The Punisher Is Rooted in American Trauma

The Netflix show, more than any other Marvel product, explores the idea that the country’s systems are fundamentally broken.

.. The Punisher, Netflix and Marvel’s new 13-episode drama about a superhero whose superpower is killing people with guns

.. Punisher, a former Marine Corps sniper, turned the merciless tactics of organized criminals against them, displaying no qualms about executing gangsters. He employed what amounted to an arsenal of military-grade weapons.

.. Hardcore fans of the comic-book Punisher, who include a large number of veterans and cops, love him because he’s simple. He takes no prisoners; he embodies eye-for-an-eye vengeance. The Punisher, though, wants to emphasize that it’s more complicated

—that Frank’s bleak agenda springs directly from the fact that all the systems he encounters are fundamentally broken.

.. It’s a fascinating indictment of the American government, which, the show argues, trains young men as killers and then casts them aside.
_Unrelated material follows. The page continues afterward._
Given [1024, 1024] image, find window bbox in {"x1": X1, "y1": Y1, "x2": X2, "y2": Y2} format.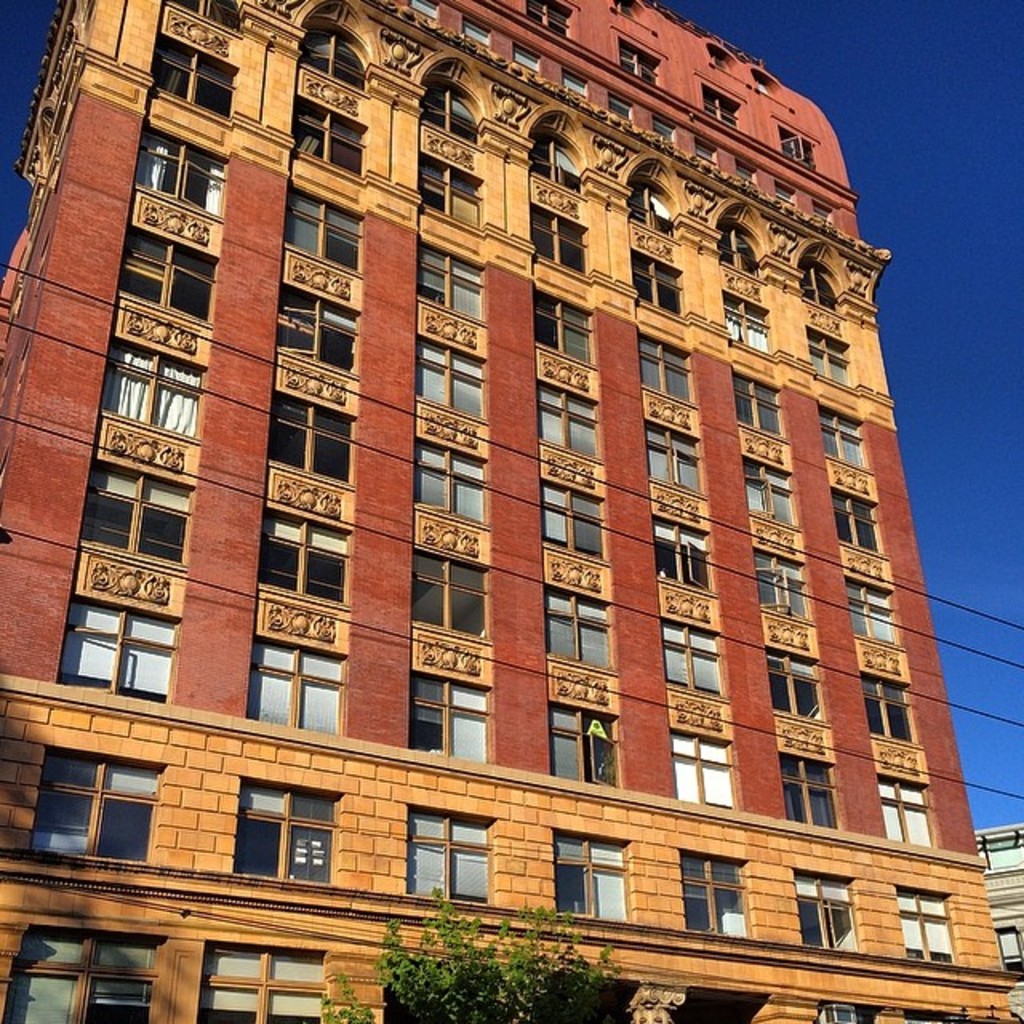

.. Without reliable institutions to believe in, The Punisher suggests, people create their own

.. “The system let Frank down in a big way,” Curtis explains at one point. “So he did what he was trained to do.”
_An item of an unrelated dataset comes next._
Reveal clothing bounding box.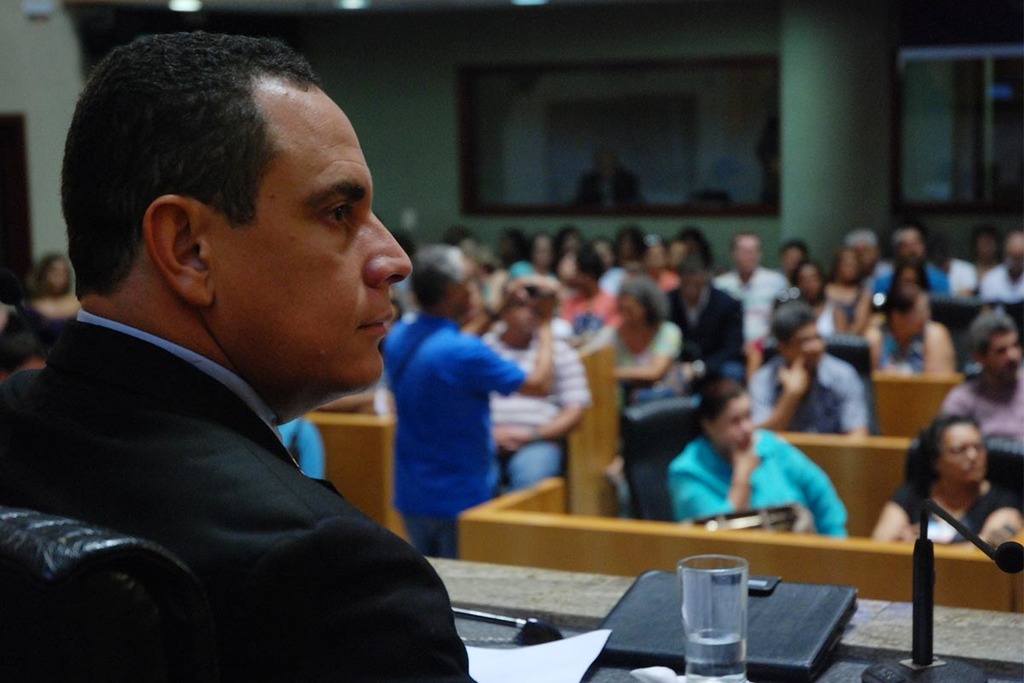
Revealed: x1=875 y1=478 x2=1021 y2=549.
.. What makes The Punisher most interesting, though, is that it’s clear Frank finds pleasure in killing. It’s the logical extension of all his years of training, the manifestation of his id, and it makes the most violent scenes more disturbing than heroic.

Why Gun Control Loses

Why Gun Control Loses

There are many more intense, relatively single-minded supporters of gun rights than opponents of it. An elected official is much more likely to lose office because he voted for regulating guns than because he voted against it.

.. Gallup has been polling Americans about guns for years. It finds public support for many regulations, and sometimes broad support. “Universal background checks” drew 86 percent approval in its most recent test of the issue. The public also believes that “easy access to guns” is a major factor in mass shootings. At the same time, public support for a ban on the civilian ownership of handguns has been falling for decades. In 1959, 60 percent of the public favored the idea and 36 percent opposed it. By 1975, support had fallen to 41 percent and opposition risen to 55. Now there’s a 76–23 percent supermajority against the idea.
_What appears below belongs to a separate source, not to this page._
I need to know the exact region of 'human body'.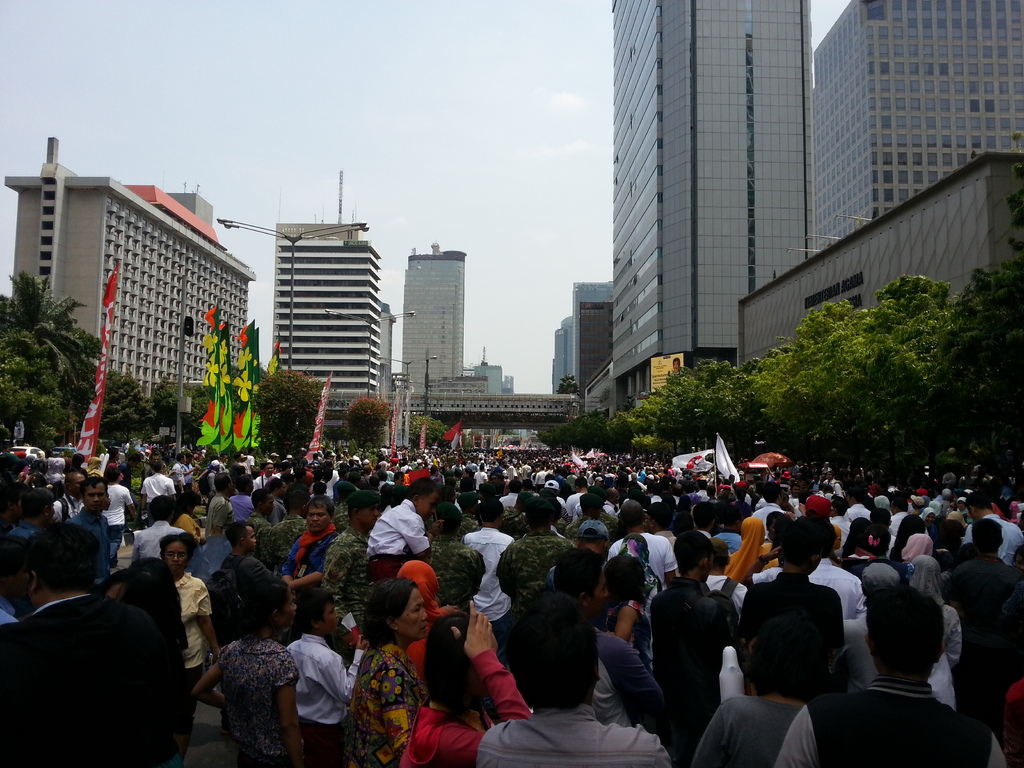
Region: [left=625, top=470, right=647, bottom=495].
.. A CBS/New York Times poll found that 26 percent of the public, a minority not much larger than the one that wants to ban handguns, thinks that “stricter gun control” would “help a lot” to stop gun violence.

.. Over the last 60 years public confidence in government has declined. Most people do not believe that it would be sensible for the government to try to disarm the population, no doubt in part because of the immensity of the task and the resistance it would spark.

.. What motivates the passionate gun-controllers? If saving lives is the goal, then directing more police resources to high-crime areas might have a bigger impact than any push for gun control

Gunman’s Former In-Laws Have Attended Texas Church

County sheriff says they weren’t at First Baptist at the time of Sunday’s massacre

Wilson County Sheriff Joe Tackitt Jr. told CNN Monday that Devin Patrick Kelley’s former in-laws have attended First Baptist Church of Sutherland Springs, although they weren’t in church Sunday morning.

.. Kelley had been denied a license to carry a firearm in Texas, the state official said. Texas Gov. Greg Abbott told CNN that Kelley was still able to buy a high-powered rifle from an Academy Sports and Outdoors store in San Antonio.
.. Kelley was court-martialed in 2012 for two counts of assault on his spouse and on their child. He was given a bad conduct discharge, confined for a year and reduced to the rank of E-1.